TIMERGARA - Two policemen were killed when unknown gunmen opened firing at a polio vaccination team near Lal Qala Markhani Bridge in Lower Dir on Wednesday, the latest in a series of attacks targeting eradication efforts in one of only three countries in the world where the disease remains endemic.
District Police Officer (DPO) Dir Lower Arif Shahbaz told this scribe by phone that two police constables Farmanullah and Special Police Official (SPO) Mukarram Khan left Basic Health Unit (BHU) Bishgram to provide security to a polio team but came under attack near Markhani Bridge in Maidan area resulting in their on-the-spot death.
“Two policemen were killed. They were shot with pistols [and] we do not know how many attackers there were,” said another police officer.
Police official Sultan Ghani said “The polio campaign has been suspended after the incident in the area.”
The local police conducted a search operation in the area but no arrest was made till filing of the report.
Local officials said the attack in the Khyber Pakhtunkhwa district did not harm any health workers. There were no claims of responsibility for the deadly shooting.
Most of the 104 polio cases the country has reported this year were located in the province, which borders Afghanistan. The total number of cases in 2019 in Pakistan, the highest in the world, represents a dramatic spike compared to only 12 cases in the previous year. In 2014 there were 306 cases.
The government launched a five-day immunisation campaign on Monday last to vaccinate nearly 40 million children under the age of five years against the polio virus across the country of more than 200 million people.
Health Minister Zafar Mirza said that more than 260,000 polio workers have been deployed under enhanced police protection to accomplish the task. “The environmental sampling demonstrates that the intense virus transmission continues all across the country. Polio remains a national emergency for us,” Mirza acknowledged while launching the last immunisation campaign of the year.
In April, a similar polio vaccination campaign was suspended across Khyber Pakhtunkhwa when false rumours regarding side-effects of the vaccine led a mob to riot, destroying a local health unit outside Peshawar.
During the current polio vaccination campaign, Prime Minister Imran Khan’s government has engaged clerics, sports stars and showbiz celebrities broadcasting special messages to counter the disinformation campaign and urge parents to allow their children to be vaccinated.
“We cannot continue to accept this fact that we are among the two last countries in the world which are still struggling to eradicate polio,” Mirza stressed and resolved to make Pakistan polio-free in the coming few years.
Deadly attacks on polio teams have hampered eradication efforts in recent years in Pakistan, but officials attribute the latest outbreak of polio cases to the refusal of parents to allow their children to be vaccinated against the disease.
Militant groups, particularly in rural Pakistan, oppose the anti-polio campaign as a Western conspiracy to sterilise Muslim children.
The government has tried to counter those falsehoods with public education campaigns, recruiting Muslim religious leaders to reassure people that the vaccine only protects their children.
The involvement of a Pakistani doctor in helping US intelligence agents to locate the whereabouts of Osama bin Laden had fuelled suspicion of the anti-polio campaign, though attacks on vaccination teams pre-dated the 2011 killing of the Al-Qaeda leader in Abbottabad.
Afghanistan is the second polio-endemic country where officials have reported 26 cases so far this year. Polio has also been endemic in Nigeria but no case has been detected in the country since 2016.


> **Instructions for the task**: Where the string "header" occurs in a line of the data below, that line should be copied.

> **Data listing**:
§ §
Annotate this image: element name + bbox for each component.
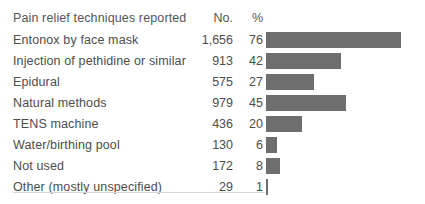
row-bar	[266, 158, 280, 174]
row-count: 913	[168, 51, 233, 72]
row-percent: 27	[226, 72, 263, 93]
row-count: 979	[168, 93, 233, 114]
row-count: 1,656	[168, 30, 233, 51]
table-bottom-rule	[13, 192, 265, 193]
column-header-technique: Pain relief techniques reported	[13, 8, 193, 29]
column-header-no: No.	[168, 8, 233, 29]
row-percent: 42	[226, 51, 263, 72]
row-bar-track	[266, 32, 421, 48]
table-header-row: Pain relief techniques reported No. %	[0, 8, 425, 29]
pain-relief-techniques-table: Pain relief techniques reported No. % En…	[0, 0, 425, 204]
table-row: Injection of pethidine or similar 913 42	[0, 51, 425, 72]
table-row: Not used 172 8	[0, 156, 425, 177]
row-percent: 1	[226, 177, 263, 198]
row-bar	[266, 116, 302, 132]
row-percent: 8	[226, 156, 263, 177]
row-percent: 45	[226, 93, 263, 114]
table-row: Other (mostly unspecified) 29 1	[0, 177, 425, 198]
row-label: Epidural	[13, 72, 193, 93]
table-row: Natural methods 979 45	[0, 93, 425, 114]
row-bar	[266, 95, 346, 111]
row-label: Injection of pethidine or similar	[13, 51, 193, 72]
row-bar-track	[266, 95, 421, 111]
table-row: TENS machine 436 20	[0, 114, 425, 135]
row-bar	[266, 74, 314, 90]
row-label: Natural methods	[13, 93, 193, 114]
row-label: Not used	[13, 156, 193, 177]
table-row: Epidural 575 27	[0, 72, 425, 93]
row-bar-track	[266, 179, 421, 195]
row-count: 436	[168, 114, 233, 135]
row-bar-track	[266, 158, 421, 174]
row-percent: 76	[226, 30, 263, 51]
row-bar-track	[266, 116, 421, 132]
row-bar	[266, 53, 341, 69]
row-bar	[266, 137, 277, 153]
row-bar-track	[266, 137, 421, 153]
row-count: 130	[168, 135, 233, 156]
row-label: TENS machine	[13, 114, 193, 135]
row-bar-track	[266, 74, 421, 90]
row-percent: 20	[226, 114, 263, 135]
row-label: Entonox by face mask	[13, 30, 193, 51]
row-count: 29	[168, 177, 233, 198]
column-header-pct: %	[226, 8, 263, 29]
table-row: Entonox by face mask 1,656 76	[0, 30, 425, 51]
row-label: Water/birthing pool	[13, 135, 193, 156]
row-percent: 6	[226, 135, 263, 156]
table-row: Water/birthing pool 130 6	[0, 135, 425, 156]
row-label: Other (mostly unspecified)	[13, 177, 193, 198]
row-bar	[266, 179, 268, 195]
row-count: 172	[168, 156, 233, 177]
row-count: 575	[168, 72, 233, 93]
row-bar-track	[266, 53, 421, 69]
row-bar	[266, 32, 401, 48]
§ §
> **Exercise solution**:
column-header-technique: Pain relief techniques reported	[13, 8, 193, 29]
column-header-no: No.	[168, 8, 233, 29]
table-header-row: Pain relief techniques reported No. %	[0, 8, 425, 29]
column-header-pct: %	[226, 8, 263, 29]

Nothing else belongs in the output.